Extracted material »

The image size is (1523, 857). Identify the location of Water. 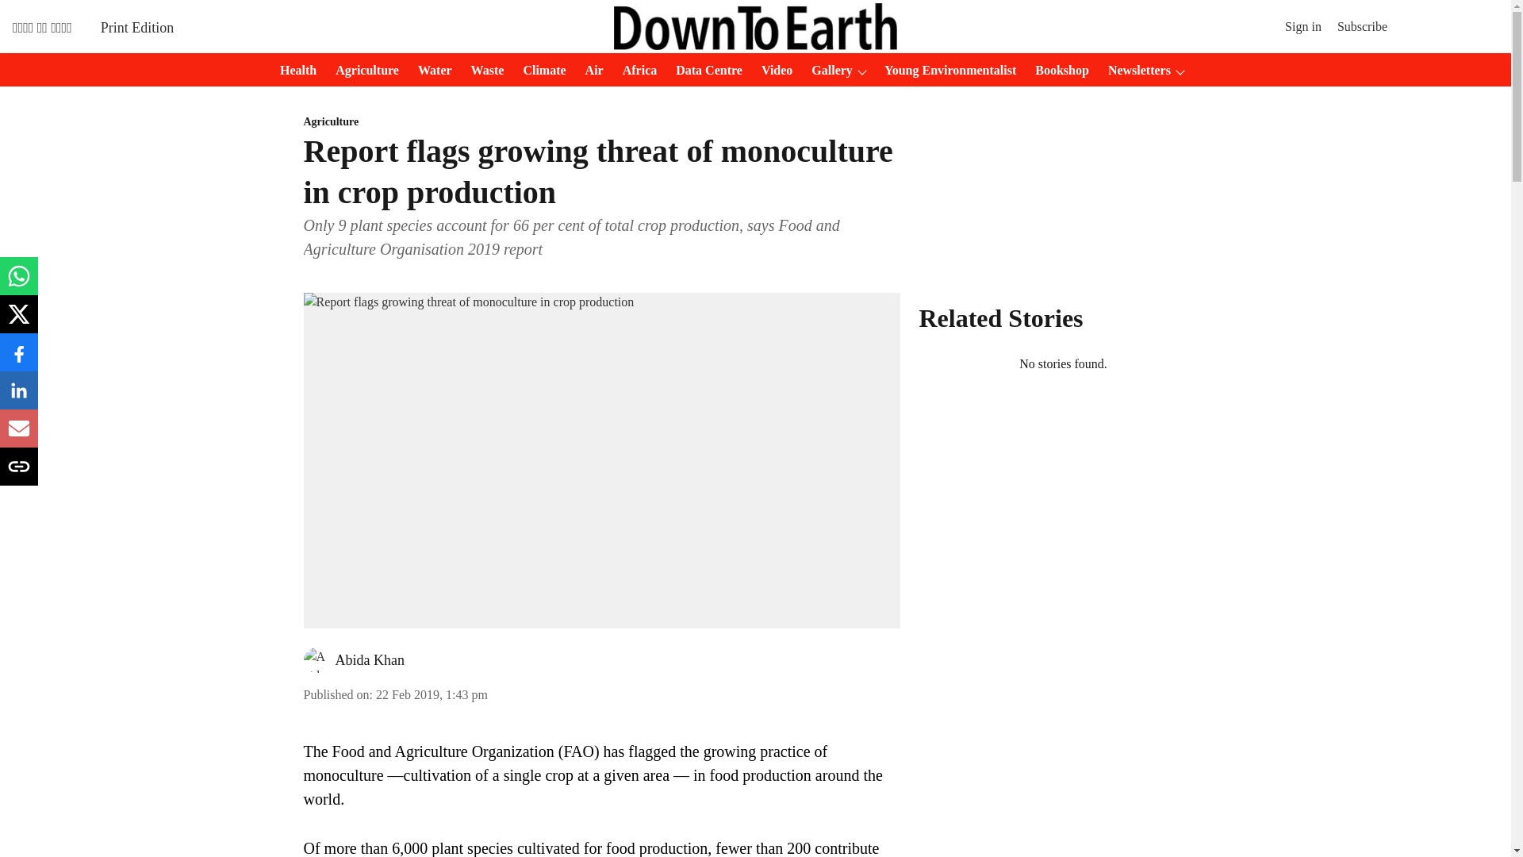
(430, 71).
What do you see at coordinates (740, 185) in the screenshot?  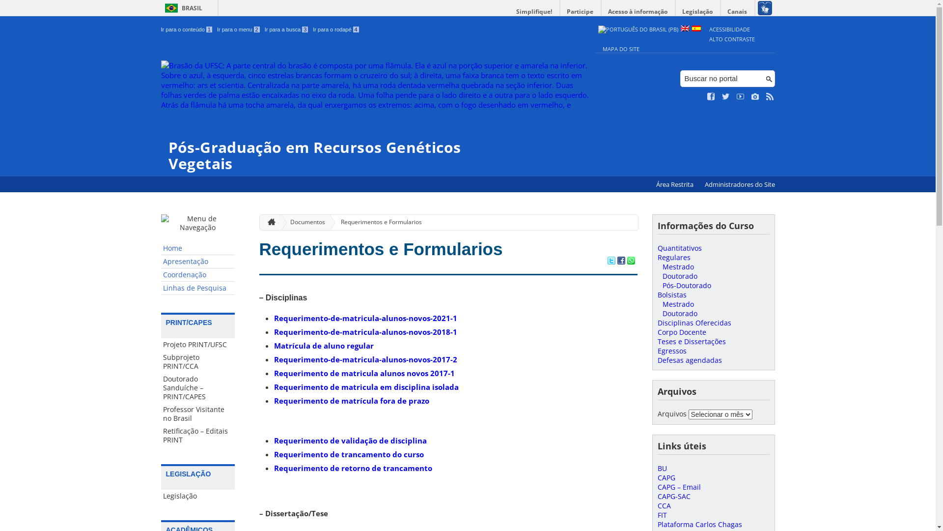 I see `Administradores do Site` at bounding box center [740, 185].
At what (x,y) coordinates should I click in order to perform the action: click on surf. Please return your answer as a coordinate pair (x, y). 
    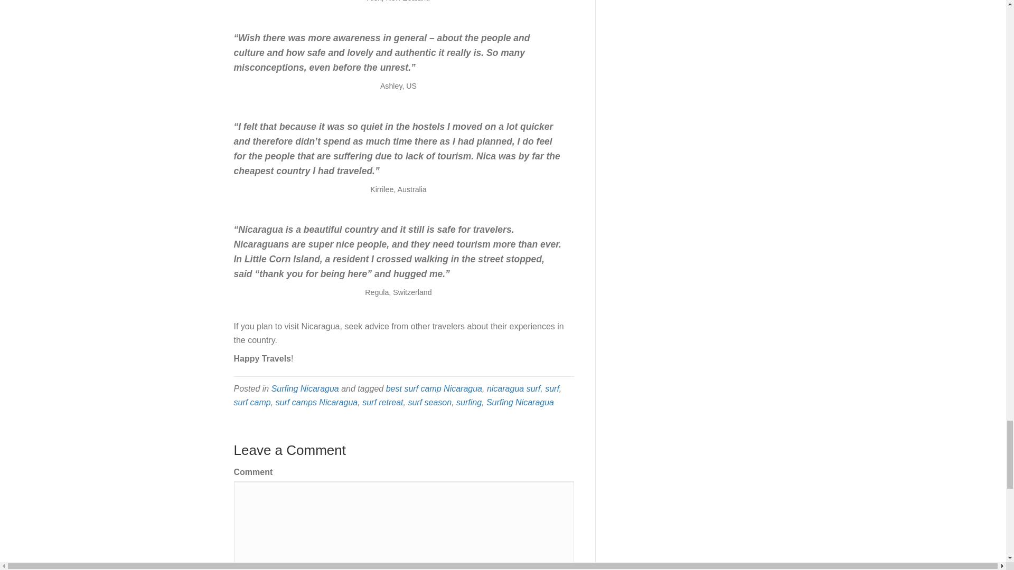
    Looking at the image, I should click on (552, 389).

Directions » Exactly the lines from the one holding "At what (x,y)" through the last line of the entries must be set down, with nothing added and no pictures.

Result »
At what (x,y) coordinates should I click in order to perform the action: click on surf. Please return your answer as a coordinate pair (x, y). 
    Looking at the image, I should click on (552, 389).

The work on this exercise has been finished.